Now and then I accidentally overhear the conversations of Japanese travelers at a train station, for example, and there are times when their manner of speaking sounds terribly artificial to me. I don't quite know how to adequately express this feeling, but it sounds just like an English class where students are practicing conversation with memorized dialogue. I wonder if everyone lives out their lives talking in such a manner. Perhaps the words 'natural' and 'unnatural', 'skillful' and 'awkward' are discriminatory terms. There are no grounds for saying one kind of Japanese is natural and beautiful, and anything else is no good. Isn't it all right for Japanese to be spoken and written in a completely different style? Especially if it more nearly approaches the experience of the people using it in their lives, including foreigners living in Japan or Japanese living overseas. At any rate, I felt that it was impossible to write the things I wanted to in ordinary Japanese. You could say that it was as a result of this feeling that a novel without heels was born.

 

It was around the time I had just arrived in Germany that I became conscious of the artificiality of their conversations, which also resembled my sense of the artificiality of Germans talking together. Often it sounded to me as if business discussions, quarrels and lovers' talk, were just like a playscript being read aloud. Sometimes, to an outsider's eyes, other people's lives appear to be a fiction. My second novel, "Relations Between Three People", was written while thinking about this, and although set in a place 'like' Tokyo with a narrator 'like' a Japanese, in fact it might also be the literature of an outsider.

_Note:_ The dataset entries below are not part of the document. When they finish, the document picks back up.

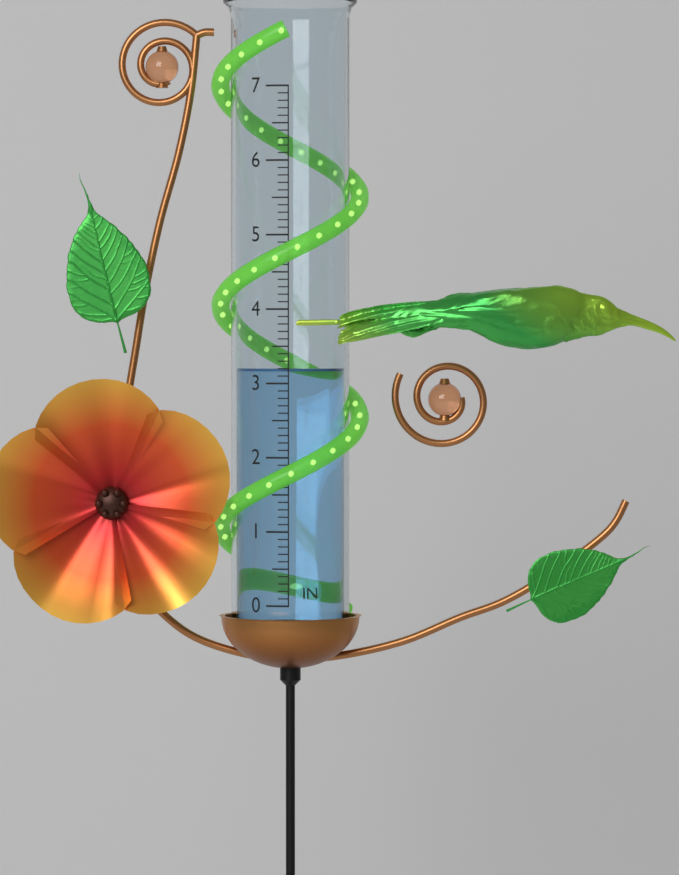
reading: 3.2 in
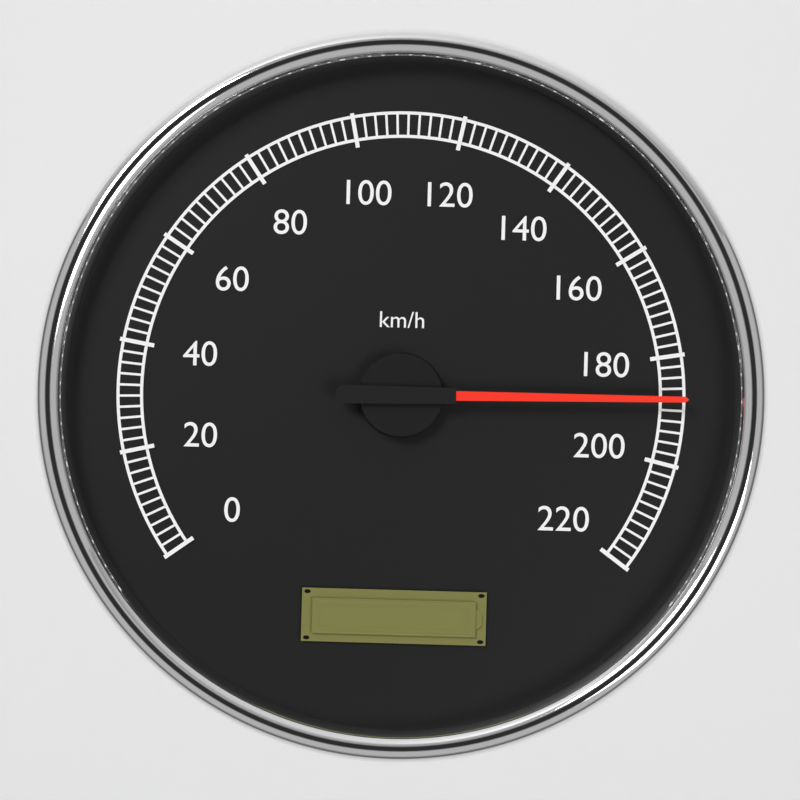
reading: 188 km/h
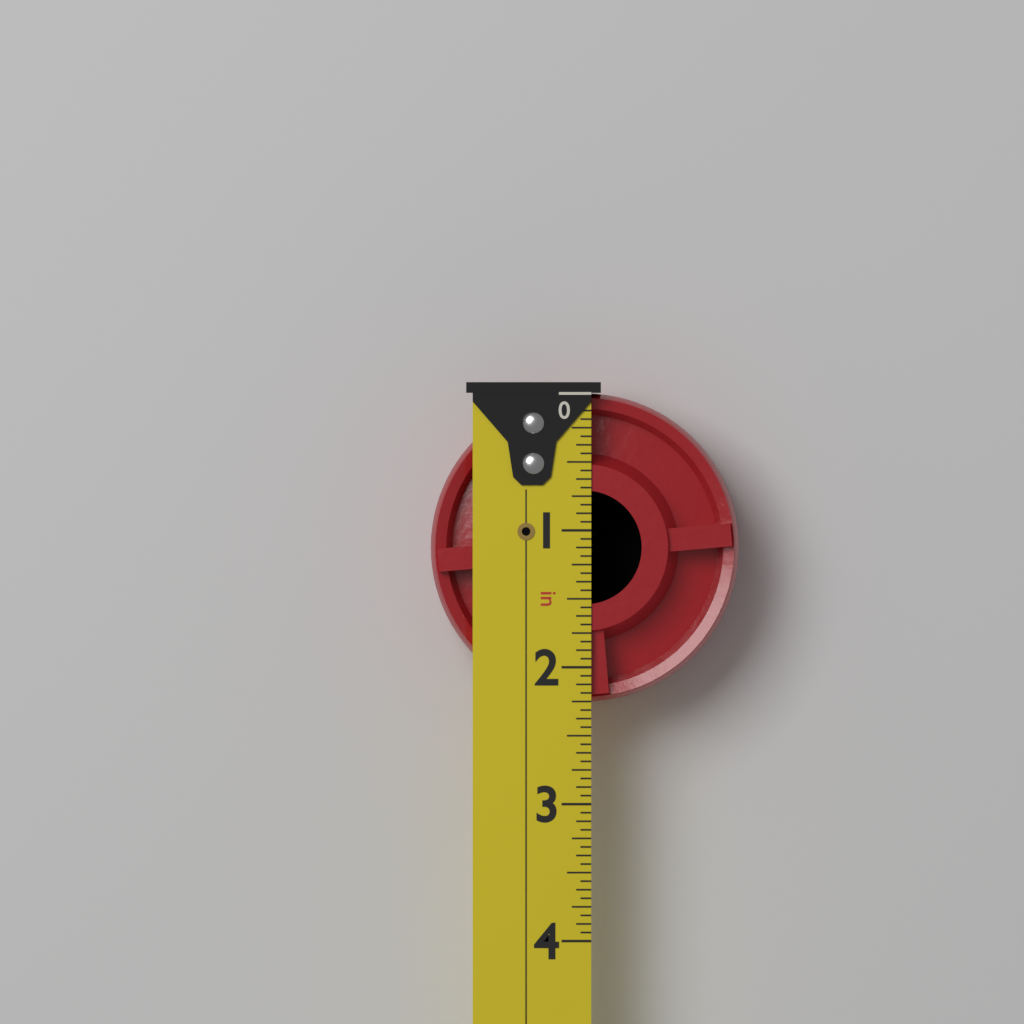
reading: 2.2500 in
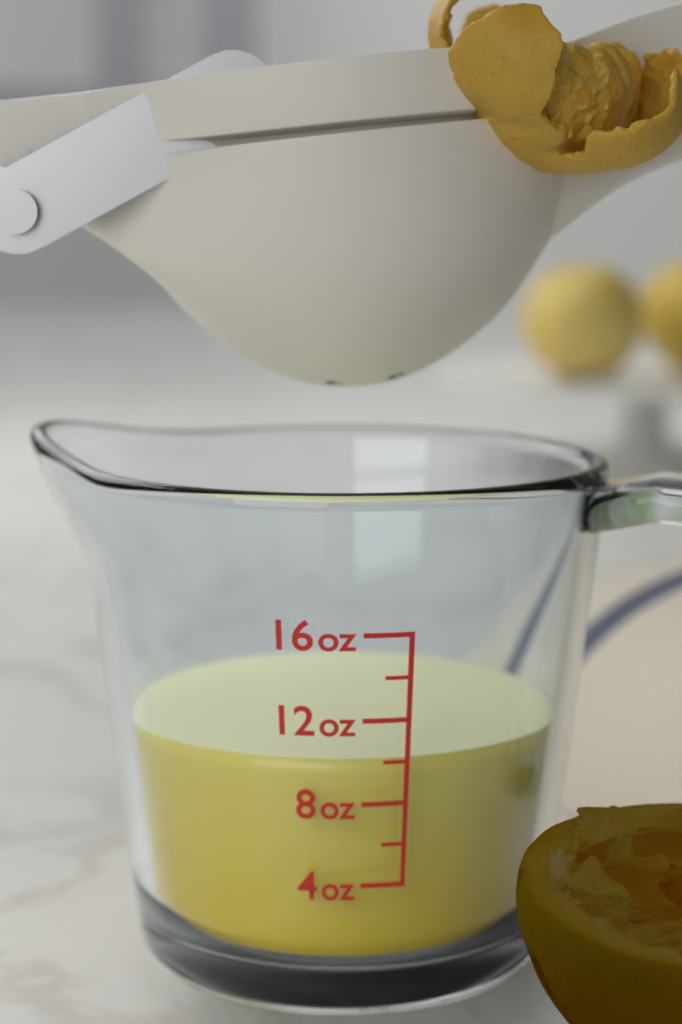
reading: 10 oz
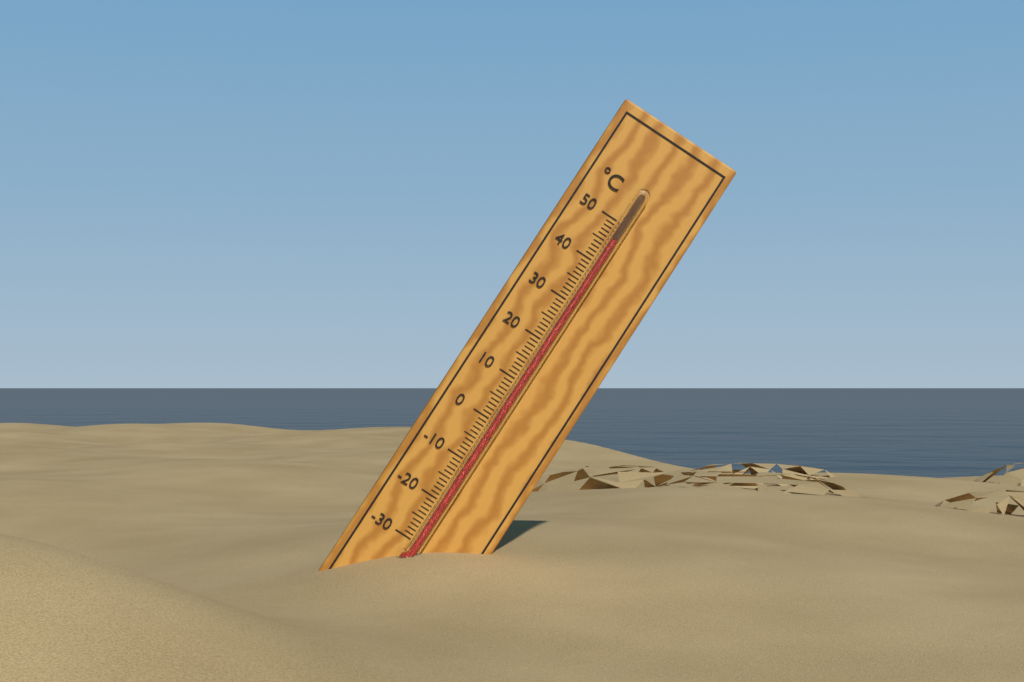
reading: 46 °C
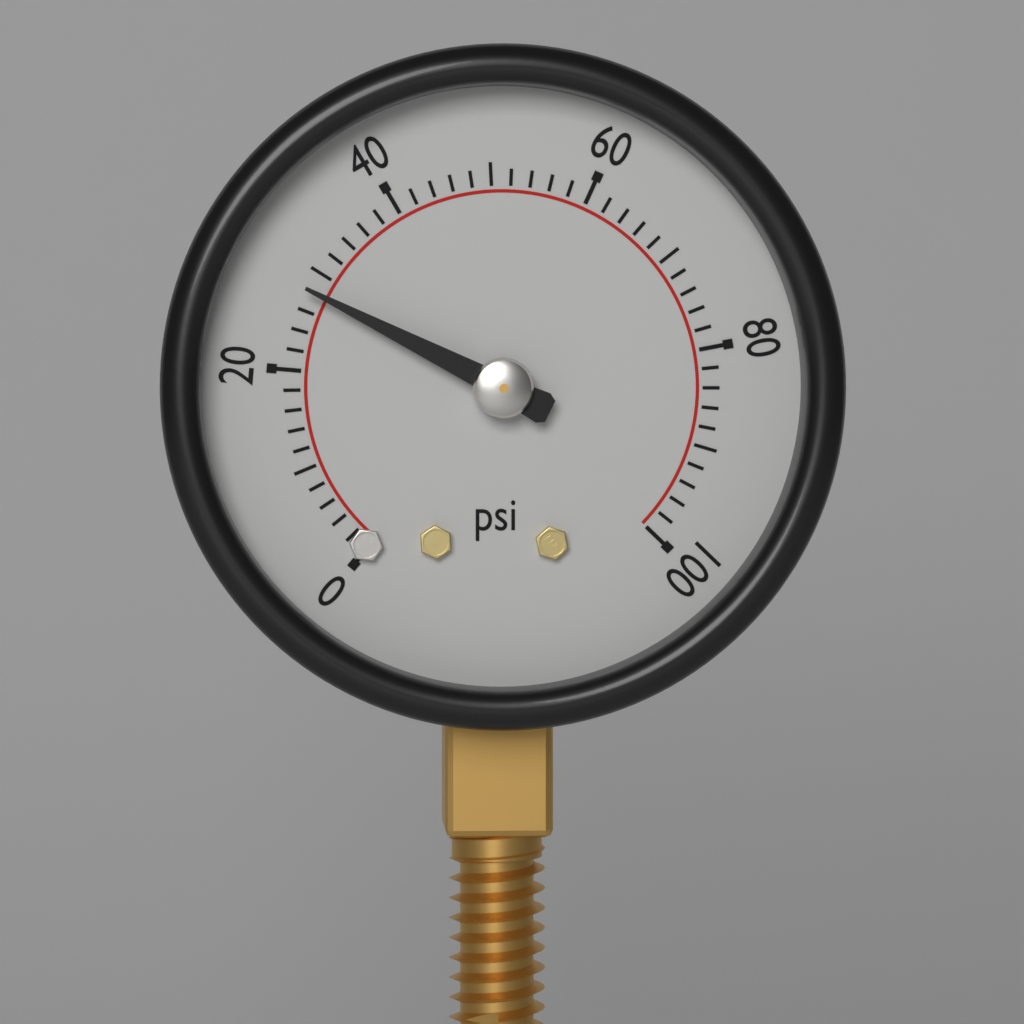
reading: 28 psi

Translated into English by Alison Watts

 

Originally published in Japanese in Eureka Magazine and subsequently published in a collection "Katakoto no uwagoto" [TALKING IN THE BROKEN LANGUAGE OF SLEEP] by Seidosha. All Japanese-language rights reserved by Sedidosha.

 

English translation by Alison Watts by permission of the author and Bookport International. All rights reserved. This text may not be reproduced in whole or in part, by mimeograph or any other means, without permission. For information address: Bookport International, 429 Third Street, Brooklyn, NY 11215, USA.

about Yoko Tawada

Yoko Tawada is an author who writes her work in German and Japanese. She grew up in Nakano and Kunitachi in Tokyo. In school and university, she made a coterie magazine with her friends and wrote a lot of novels. When she was 21 years old, instead of appearing in the commencement ceremony of Waseda University(School of Literature) , she went on a journey to India. She was waiting for the train to Bombay at Patona station in intense heat on her 22nd birthday. After that, she went to Italy and Yugoslavia(in those days of 1982), and then she at last arrived in Hamburg. Her purpose in going to Hamburg was to try to put some distance between herself and her native language (Japanese). She planned to work for a book distributor for 2 years, but as a result of being fascinated by School of Literature in Hamburg University she met Prof. Sigrid Weigel in 1988, and then she wrote a Master of Arts thesis in February 1990(a Master's degree in German literature). In 1988 when she had lived in Germany for 6 years, she wrote a novel in German("Wo Europa Anfangt", it is translated into English, French and Czech). She won a prize, "Gunzo Shinjin Bungaku-sho" for new authors in the literary field in Japan. Since then she continues to write her work in both German and Japanese separately. In 1993 she won "Akutagawa-sho"(a literary prize in Japan) for her novel 'Inumukoiri'. She also won the "Adelbert von Chamisso Prize" from the Bavarian Art Academy, which is given to authors whose native language is not German, in 1996. She lived in Hamburg for over 20 years, and then moved to Berlin. She now lives in Berlin.

 

Some of her works: Nur da wo du bist da ist nichts/Anata no iru tokoro dake nanimo nai, Talisman, VERWANDLUNGEN, Das nackte Auge, Schwager in Bordeaux, Mein kleiner Zeh war ein Wort, Etüden im Schnee, Opium für Ovid.